Grave Danger
hers. “That night, I heard someone trying to break in my back door. I called 9-1-1.”
    “And Aaron responded to the call.”
    She nodded, leaned back against the counter, and met the police chief’s gaze. “Imagine you live alone, and someone tries to break into your house. You can hear the screen being ripped off the hinges. You call the police, and soon after, hear sirens. You open the front door to your savior, only to see the person you know damn well was at the back side of the house minutes before terrifying the hell out of you.”
    “So you reported your suspicion to his supervisor,” Mark prompted, his voice flat, but there was something like sympathy in his eyes.
    “And I found out he’d been documenting my ‘stalking’ of him. He accused me of faking the attempted break-in and calling the cops that night just so he would answer my call. He said I was a cop groupie who wouldn’t leave him alone.” Libby shuddered. She’d learned a cop groupie was a whack job who hung out at cop bars and gave officers blowjobs in the parking lot.
    “What did his supervisor say?”
    “He wanted solid evidence against Aaron. At that point, it was just my word against his. And my word wasn’t worth a damn thing.” By the time Aaron’s captain was done questioning her, she was hysterical, her credibility shattered. This was where her sense of déjà vu came from. She wouldn’t make that mistake here.
    “How did the other officers in the precinct respond to your charges?”
    One look at his face and she knew. “C’mon, Mark, you know that. I bet you even spoke with some of them today.”
    His head dropped in a slight nod.
    “His partner backed him up, claimed he couldn’t have been at my back door at the time of the attempted break-in. And his buddies vouched for him at other times, or said they’d witnessed me following him.” She took a step toward him. “What about you? Do you always side with the one with the badge, even if he’s a Goddamn loon ?”
    “My job isn’t to side with or against other cops. It’s to find the truth.” He crossed his arms over his chest and leaned back against the counter. “Tell me how you finally got the Anti-Harassment Order.”
    “After Internal Affairs investigated, with inconclusive results, Aaron became even worse. In addition to being followed, I started getting crank calls at all times of the day and night. Of course, I got a trace on my line.
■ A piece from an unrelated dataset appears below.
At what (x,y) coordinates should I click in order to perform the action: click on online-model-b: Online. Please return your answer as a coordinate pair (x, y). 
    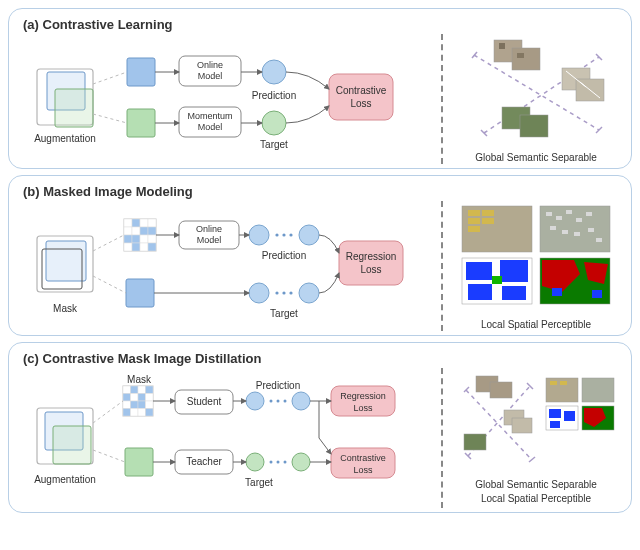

One call came from a pay phone located in front of a convenience store. I had read the police blotter in the newspaper and knew that a convenience store had been robbed that night. I checked with the manager. He confirmed that Aaron Brady had been one of the officers to respond to his call. Aaron did that two more times—called me from a phone that was near a call he’d answered while on duty.
    “I documented everything. My neighbors helped. They were sick of being spied on by a cop. We got pictures of Aaron parked in his car in various places in my neighborhood. With a date and time stamp. I took pictures of him when he followed me, and friends got shots of him at my destination, all with date and time stamped on them. I had witnesses. Then I got lucky. The judge at the hearing was sympathetic. She said the evidence showed adequately that he’d engaged in a ‘course of conduct that alarmed, annoyed, and harassed me which served no lawful purpose and was likely to cause me substantial emotional distress.’” Knowing they described the threshold she needed to meet to get her life back, she’d memorized those words long before the final hearing. “In King County, the Anti-Harassment Order allows some leeway—meaning I didn’t have to show bruises, thank God.”
    “Then Aaron left you alone?”
    “Yeah, but there were other repercussions. Aaron’s brother said I was a psycho bitch who harassed his little brother, and when Aaron wouldn’t have anything to do with me, I tried to ruin his career. He pulled his project.